The Snowflake Principle
N
o two snowflakes are alike, we are told. People are like snowflakes, we are told. Unique. Special.
It’s true that snowflakes are technically unique. But if you’ve ever watched a heavy snowfall through a window on a winter’s night, in the comfort of a toasty warm room so you could watch for a long time, then it might’ve suddenly struck you that being told you are special like a snowflake should not make you feel very special at all. They aren’t that unique. And there are so very many of them.
How much snow falls in a single winter? We actually know the answer to that. A million billion cubic feet of snow falls on Earth each year, and each cubic foot contains roughly a billion snow crystals.[1] Now consider that snow has been falling on our planet for billions of years. What is a single snowflake to the history of snowing?
What is most remarkable about snowflakes is not their uniqueness but their sameness. They are unique in tiny ways, but their similarities outweigh their differences. The individual snowflake is insignificant. It has its brief life, blown about in the chaos of the snowfall, but soon crashes to the ground, and then either melts or is buried and lost forever.
The individual snowflake is indeed a wonder of nature, no less wonderful for the fact it comes from a big family. But it cannot be called “special,” unless by that word you mean something that can apply at once to every other snowflake that exists, has ever existed, or will ever exist.
Perhaps the theory that people are like snowflakes is correct after all. We are wonders of nature, but no one of us is special unless so are we all.
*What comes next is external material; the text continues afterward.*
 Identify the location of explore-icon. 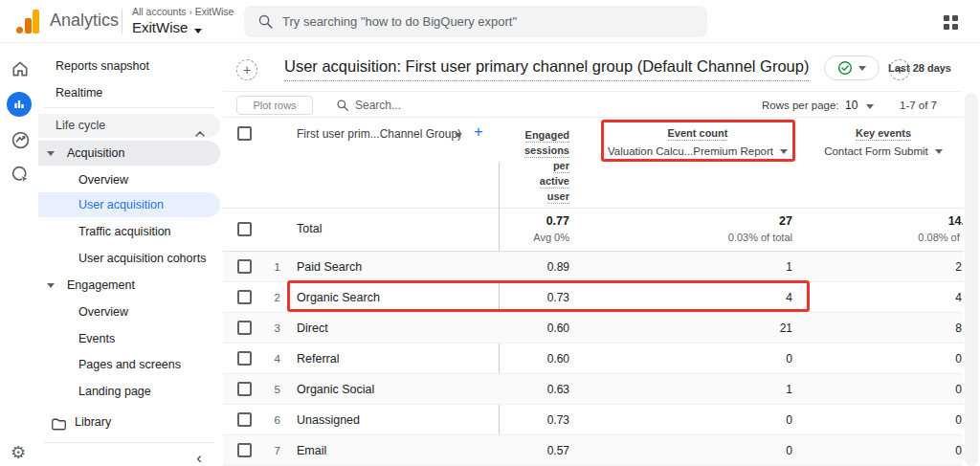
(20, 175).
The biologist and blogger PZ Myers (his blog Pharyngula is a must read) describes a similar idea called the mediocrity principle:
The mediocrity principle simply states that you aren’t special. The universe does not revolve around you, this planet isn’t privileged in any unique way, your country is not the perfect product of divine destiny, your existence isn’t the product of directed, intentional fate, and that tuna sandwich you had for lunch was not plotting to give you indigestion. Most of what happens in the world is just a consequence of natural, universal laws — laws that apply everywhere and to everything, with no special exemptions or amplifications for your benefit — given variety by the input of chance.[2]
For those who’ve been told since childhood by adoring relatives that they are special, this revelation is unpleasant at first. We’ve been propped up on pedestals and have no interest in stepping down. It feels good to be cherished.
But when adults use the word “special” to praise children, what they most often really mean is “better,” and there is something vile in raising a child to believe she is better than other children. This sort of praise fosters a destructive competitiveness in children, and sets them up for sibling rivalry and approval addiction, which later in life will bring them nothing but dissatisfaction and disappointment. We teach kids to delude themselves that they are globally better or worse than their peers, when in truth such comparisons are meaningless. We teach them to seek their sense of worth through external achievements. In other words, we teach them to be unhappy adults (like us).